1A new generation of Masai safari guides is growing up in Kenya, and their expertise can lead to memorable encounters with cheetah and other big game.
2At the airstrip, in the heart of the Masai Mara game reserve in Kenya, a fleet of safari vehicles is lined up, waiting to take incoming visitors to their camps and lodges. The driver-guides are dressed for the part in faded khaki—all except one, who sits at the wheel of his Toyota Land Cruiser wearing the blood-red robes of a Masai elder. Jackson ole Looseyia is an Il Dorobo Masai, a clan of hunter-gatherers who live in the hills just outside the reserve.
3On the way to Rekero, the tented camp where Jackson is both a guide and a shareholder, we pause to watch a herd of buffalo. “Did you know a buffalo can produce 20 litres of saliva a day?” he says. This, I discover, is Jackson‘s style. He dispenses his knowledge in handy sound-bytes.
4Rekero is owned by Ron Beaton, a third-generation Kenyan who also runs a lodge on the reserve‘s northern fringes. It is an idyllic campsite—the loveliest I have ever seen—in a secluded part of the reserve where other vehicles seldom venture. Blue flycatchers and golden orioles flit among the leaves. By day, herds of zebra come down to drink at the Talek River. There are no fences; and at night, elephant, buffalo, hippo, and lion regularly wander between the tents.
5Next morning Jackson has planned a full-day game drive to the Mara Triangle, a remote and beautiful area bordering the Serengeti National Park.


▶ _TASK TO CARRY OUT_
Locate each line in the records containing "hawk". Copy it.

........

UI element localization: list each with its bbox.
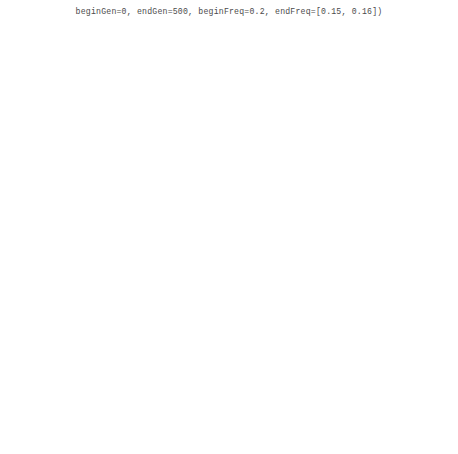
figure-panel-grid	[0, 24, 458, 454]
code-header-line: beginGen=0, endGen=500, beginFreq=0.2, e…	[0, 0, 458, 16]
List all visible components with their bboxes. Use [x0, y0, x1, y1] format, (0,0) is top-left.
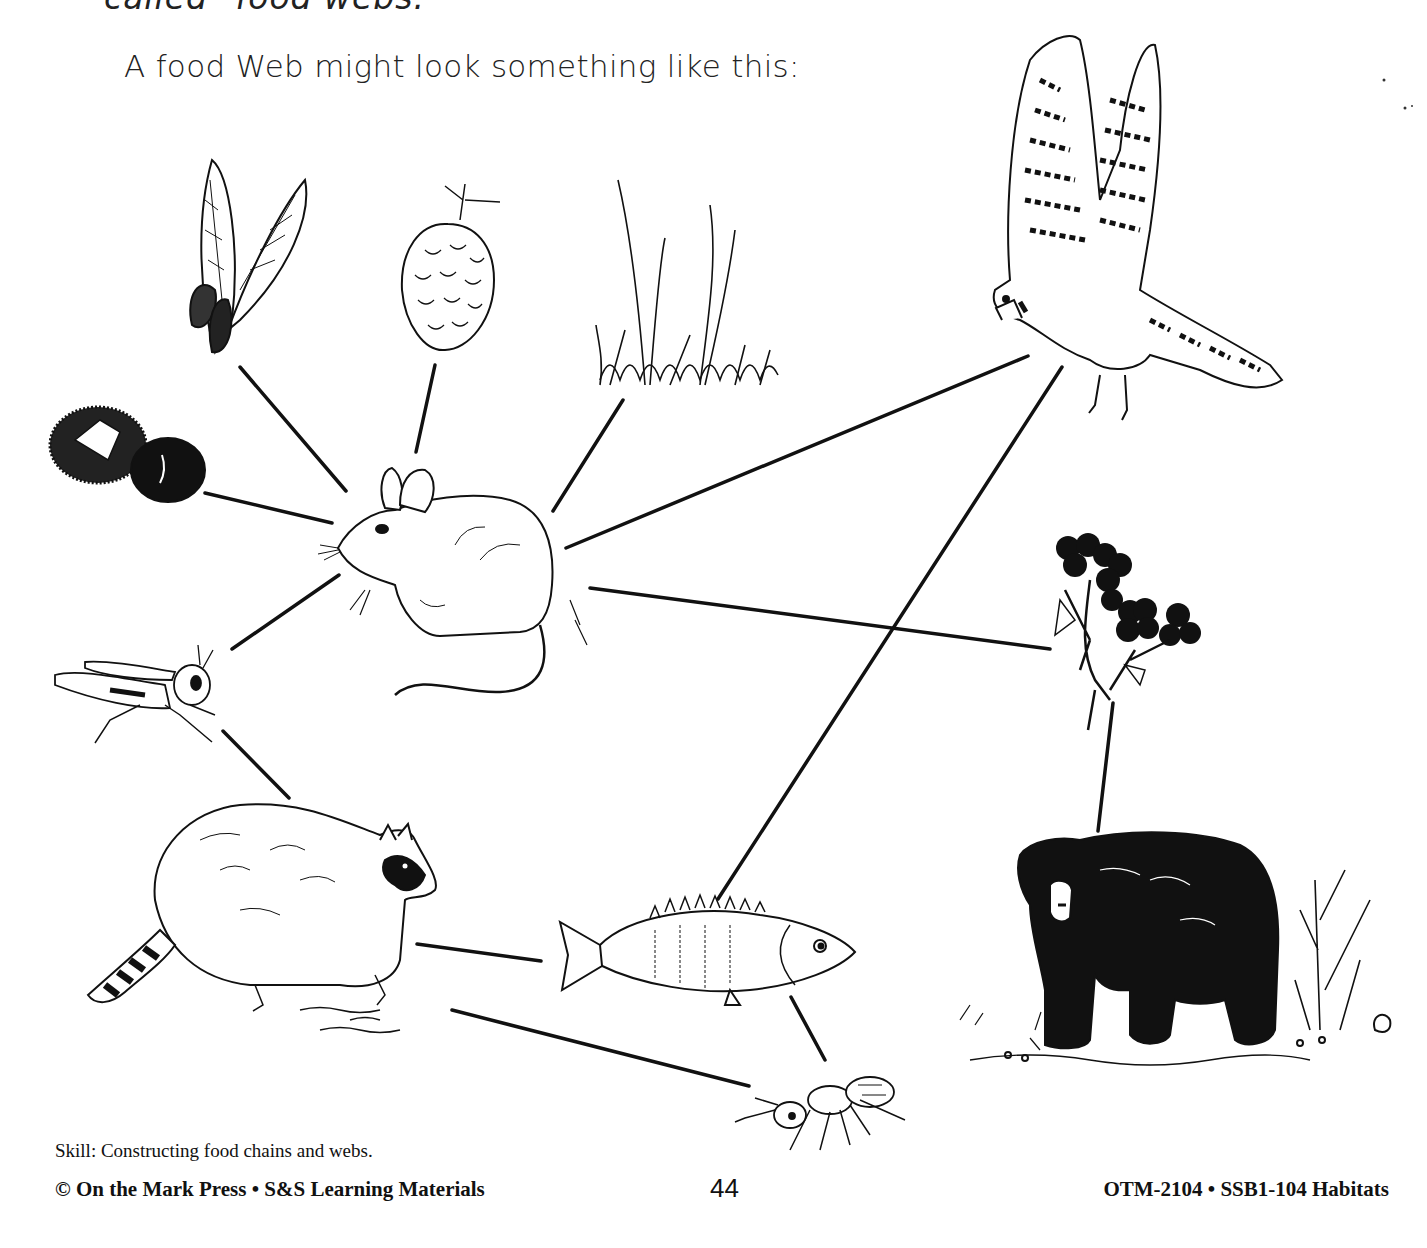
- link-ant-fish: [791, 997, 825, 1060]
- footer-skill: Skill: Constructing food chains and webs…: [55, 1140, 373, 1162]
- fish-illustration: [560, 895, 855, 1005]
- pine-cone-illustration: [402, 184, 500, 350]
- grasshopper-illustration: [55, 645, 215, 743]
- food-web-diagram: [0, 0, 1427, 1248]
- link-grass-mouse: [553, 400, 623, 511]
- hawk-illustration: [994, 36, 1282, 420]
- link-ant-raccoon: [452, 1010, 749, 1086]
- link-fish-raccoon: [417, 944, 541, 961]
- bear-illustration: [960, 832, 1390, 1065]
- link-maple-mouse: [240, 367, 346, 491]
- link-mouse-hawk: [566, 356, 1028, 548]
- page-number: 44: [710, 1173, 739, 1204]
- link-fish-hawk: [718, 367, 1062, 899]
- chestnut-illustration: [50, 407, 205, 502]
- link-mouse-berries: [590, 588, 1050, 649]
- berries-illustration: [1055, 533, 1201, 730]
- link-berries-bear: [1098, 703, 1113, 831]
- link-pinecone-mouse: [416, 365, 435, 452]
- link-grasshopper-mouse: [232, 575, 339, 649]
- mouse-illustration: [318, 468, 587, 695]
- ant-illustration: [735, 1077, 905, 1150]
- maple-seeds-illustration: [190, 160, 306, 352]
- raccoon-illustration: [88, 804, 436, 1032]
- footer-series: OTM-2104 • SSB1-104 Habitats: [1103, 1177, 1389, 1202]
- footer-publisher: © On the Mark Press • S&S Learning Mater…: [55, 1177, 485, 1202]
- scan-specks: [1383, 79, 1414, 110]
- grass-illustration: [596, 180, 778, 385]
- link-grasshopper-raccoon: [223, 731, 289, 798]
- link-chestnut-mouse: [205, 493, 332, 523]
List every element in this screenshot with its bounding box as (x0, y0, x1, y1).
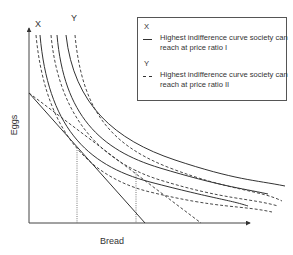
budget-line-price-ratio-i (29, 93, 145, 223)
legend: X Highest indifference curve society can… (137, 17, 287, 101)
legend-key-x: X (144, 22, 149, 32)
y-axis-label: Eggs (9, 115, 19, 136)
x-axis-label: Bread (100, 236, 124, 246)
legend-solid-line-icon (143, 39, 152, 40)
curve-label-x: X (35, 19, 41, 29)
legend-text-x: Highest indifference curve society can r… (160, 33, 288, 52)
legend-text-y: Highest indifference curve society can r… (160, 70, 288, 89)
legend-dashed-line-icon (143, 76, 152, 77)
legend-key-y: Y (144, 59, 149, 69)
curve-label-y: Y (71, 13, 77, 23)
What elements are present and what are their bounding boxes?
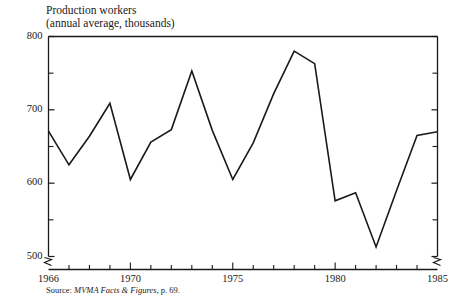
source-note: Source: MVMA Facts & Figures, p. 69. [46, 285, 180, 295]
source-suffix: , p. 69. [156, 285, 179, 295]
axis-break-mark [434, 258, 441, 266]
chart-plot-area [0, 0, 459, 304]
data-line-production-workers [49, 51, 438, 247]
x-tick-label-1966: 1966 [29, 273, 69, 284]
y-tick-label-700: 700 [13, 103, 43, 114]
y-tick-label-500: 500 [13, 250, 43, 261]
y-tick-label-600: 600 [13, 176, 43, 187]
x-tick-label-1970: 1970 [110, 273, 150, 284]
x-tick-label-1980: 1980 [315, 273, 355, 284]
chart-figure: Production workers (annual average, thou… [0, 0, 459, 304]
x-tick-label-1985: 1985 [418, 273, 458, 284]
axis-break-mark [45, 258, 52, 266]
source-prefix: Source: [46, 285, 74, 295]
source-publication: MVMA Facts & Figures [74, 285, 156, 295]
x-tick-label-1975: 1975 [213, 273, 253, 284]
y-tick-label-800: 800 [13, 30, 43, 41]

........

▶ _YOUR RESPONSE_
- hawk-illustration: [994, 36, 1282, 420]
- link-mouse-hawk: [566, 356, 1028, 548]
- link-fish-hawk: [718, 367, 1062, 899]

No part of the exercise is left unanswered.